The oil and gas industry can bring new resources to bear in its battle against critics and efforts to achieve a “social license to operate.” A small cleantech firm has developed patented technology that allows producers to recycle up to 100% of their well flowback and produced water during hydraulic fracturing operations.

“We use and have invented an advanced oxidation process to treat water on the front end of the [fracking process] and at the flow rate of the [fracking process], eliminating liquid biocides and chemicals for bacteria growth and scale inhibition, and allowing 100% recycling of the flowback and produced waters,” said EcoSphere Technologies Chairman and CEO Charles Vinick said during a recent radio appearance.

The company supplies oil and gas producers with up to 53-foot self-contained mobile water treatment plants that connect directly to the drilling operation. EcoSphere’s proprietary Ozonix technology saturates the inflow of contaminated water with ozone using hydrodynamic cavitation, acoustic cavitation, and electro-chemistry.

Hydrodynamic cavitation and acoustic cavitation alter the properties of ozone which causes contaminates to decompose into millions of tiny bubbles, that are then imploded, destroying the bacteria’s cellular walls and cleaning the water for re-use in future operations.

Breaking Into a Fast Growing Industry

EcoSphere was formed about 14 years ago and although the oil and gas sector is the company’s fastest growing market, the firm offers environmental industrial waste water solutions to a wide range of industries, Vinick recently told Breaking Energy.

The company is currently most active in Arkansas’ Fayetteville shale play, the Woodford shale in Oklahoma and through a sub-licensee called Hydrozonix, operates in the Texas Permian Basin. EcoSphere is also expanding into the Marcellus shale located in the Northeast and the Bakken oil play, which extends through North Dakota and Montana and up into Canada, said Vinick.

US independent producers Southwestern Energy and Newfield Exploration are EcoSphere’s biggest oil and gas customers, but in addition to the petroleum sector, Vinick told Breaking Energy his company’s technology can be applied to nuclear power generation, solar and semiconductor production and coal-fired power plants. The potential for expansion into other industrial sectors also exists, said Vinick.

As a fairly young and small company with 75 employees still new to the oil and gas services space, building a reputation among larger, established incumbents like Halliburton and Schlumberger can be a challenge, Vinick said. EcoSphere is also working hard to educate the industry and the public about their technology.

Another challenge EcoSphere faces is a reliance on diesel fuel to power its mobile water treatment facilities. Although US benchmark oil and oil product prices have decreased in recent weeks, diesel prices remain above historical averages.

The company is looking to break into the oil and gas space at a transitional time, with the International Energy Agency recently releasing an unconventional natural gas report that charges the industry with the need to obtain “social buy in,” or risk regulatory backlash that could potentially limit its operational reach. The US EPA is also conducting a comprehensive study on hydraulic fracturing and water issues that could tip the balance of power in the fracking debate toward the industry or to its detractors when released next year.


▶ **Directions**: When you copy the material below, keep every line exact and drop the pictures.

-=-=-=-=-

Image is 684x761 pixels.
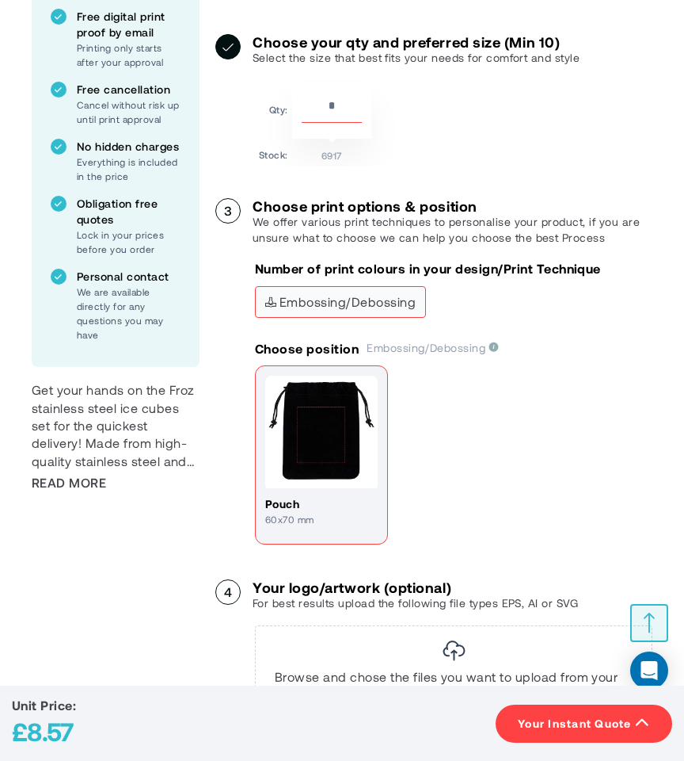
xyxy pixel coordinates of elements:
div: Get your hands on the Froz stainless steel ice cubes set for the quickest delivery! Made from hig... [32,381,200,470]
div: £8.57 [12,713,76,749]
span: Embossing/Debossing [265,296,416,307]
h3: Your logo/artwork (optional) [253,579,578,595]
td: Qty: [259,84,288,139]
p: Choose position [255,340,359,357]
p: Everything is included in the price [77,154,181,183]
p: Printing only starts after your approval [77,40,181,69]
h4: pouch [265,496,378,512]
p: Browse and chose the files you want to upload from your computer [275,669,633,700]
p: We are available directly for any questions you may have [77,284,181,341]
td: Stock: [259,143,288,162]
p: Lock in your prices before you order [77,227,181,256]
p: Personal contact [77,269,181,284]
p: Cancel without risk up until print approval [77,97,181,126]
img: Print position pouch [265,376,378,488]
p: No hidden charges [77,139,181,154]
p: Number of print colours in your design/Print Technique [255,260,601,277]
h3: Choose your qty and preferred size (Min 10) [253,34,580,50]
p: Free digital print proof by email [77,9,181,40]
span: Unit Price: [12,697,76,712]
p: We offer various print techniques to personalise your product, if you are unsure what to choose w... [253,214,653,246]
span: Embossing/Debossing [367,341,499,354]
p: Select the size that best fits your needs for comfort and style [253,50,580,66]
h3: Choose print options & position [253,198,653,214]
img: Image Uploader [443,640,466,661]
p: Free cancellation [77,82,181,97]
p: Obligation free quotes [77,196,181,227]
span: Read More [32,474,106,491]
div: Open Intercom Messenger [631,651,669,689]
button: Your Instant Quote [496,704,673,742]
p: For best results upload the following file types EPS, AI or SVG [253,595,578,611]
p: 60x70 mm [265,512,378,526]
td: 6917 [292,143,372,162]
span: Your Instant Quote [518,715,632,731]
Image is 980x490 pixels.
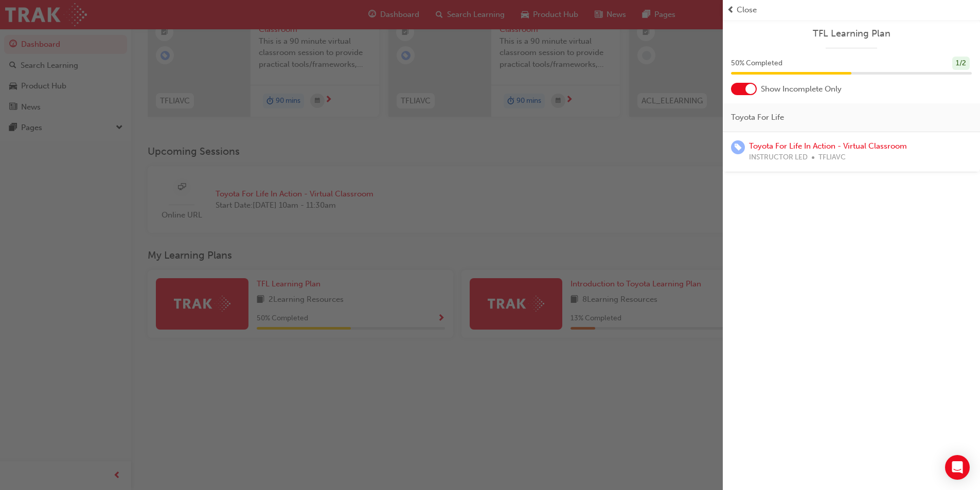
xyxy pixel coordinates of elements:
[731,57,782,70] span: 50 % Completed
[749,152,807,164] span: INSTRUCTOR LED
[761,83,841,95] span: Show Incomplete Only
[731,28,972,39] a: TFL Learning Plan
[727,4,735,16] span: prev-icon
[727,4,976,16] button: prev-iconClose
[731,140,745,154] span: learningRecordVerb_ENROLL-icon
[952,56,969,71] div: 1 / 2
[737,4,756,16] span: Close
[731,112,784,123] span: Toyota For Life
[945,455,969,479] div: Open Intercom Messenger
[818,152,846,164] span: TFLIAVC
[749,141,907,150] a: Toyota For Life In Action - Virtual Classroom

-=-=-=-=-

▶ **Task result**:
Image is 684x761 pixels.
xyxy pixel coordinates of elements:
div: Get your hands on the Froz stainless steel ice cubes set for the quickest delivery! Made from hig... [32,381,200,470]
div: £8.57 [12,713,76,749]
span: Embossing/Debossing [265,296,416,307]
h3: Your logo/artwork (optional) [253,579,578,595]
td: Qty: [259,84,288,139]
p: Choose position [255,340,359,357]
p: Everything is included in the price [77,154,181,183]
p: Printing only starts after your approval [77,40,181,69]
h4: pouch [265,496,378,512]
p: Browse and chose the files you want to upload from your computer [275,669,633,700]
p: We are available directly for any questions you may have [77,284,181,341]
td: Stock: [259,143,288,162]
p: Lock in your prices before you order [77,227,181,256]
p: Personal contact [77,269,181,284]
p: Cancel without risk up until print approval [77,97,181,126]
img: Print position pouch [265,376,378,488]
p: No hidden charges [77,139,181,154]
p: Number of print colours in your design/Print Technique [255,260,601,277]
h3: Choose your qty and preferred size (Min 10) [253,34,580,50]
p: Free digital print proof by email [77,9,181,40]
span: Unit Price: [12,697,76,712]
p: We offer various print techniques to personalise your product, if you are unsure what to choose w... [253,214,653,246]
span: Embossing/Debossing [367,341,499,354]
p: Select the size that best fits your needs for comfort and style [253,50,580,66]
h3: Choose print options & position [253,198,653,214]
img: Image Uploader [443,640,466,661]
p: Free cancellation [77,82,181,97]
p: Obligation free quotes [77,196,181,227]
span: Read More [32,474,106,491]
div: Open Intercom Messenger [631,651,669,689]
button: Your Instant Quote [496,704,673,742]
p: For best results upload the following file types EPS, AI or SVG [253,595,578,611]
p: 60x70 mm [265,512,378,526]
td: 6917 [292,143,372,162]
span: Your Instant Quote [518,715,632,731]
Image is 980x490 pixels.
xyxy pixel coordinates of elements:
[731,57,782,70] span: 50 % Completed
[749,152,807,164] span: INSTRUCTOR LED
[761,83,841,95] span: Show Incomplete Only
[731,28,972,39] a: TFL Learning Plan
[727,4,735,16] span: prev-icon
[727,4,976,16] button: prev-iconClose
[731,140,745,154] span: learningRecordVerb_ENROLL-icon
[952,56,969,71] div: 1 / 2
[737,4,756,16] span: Close
[731,112,784,123] span: Toyota For Life
[945,455,969,479] div: Open Intercom Messenger
[818,152,846,164] span: TFLIAVC
[749,141,907,150] a: Toyota For Life In Action - Virtual Classroom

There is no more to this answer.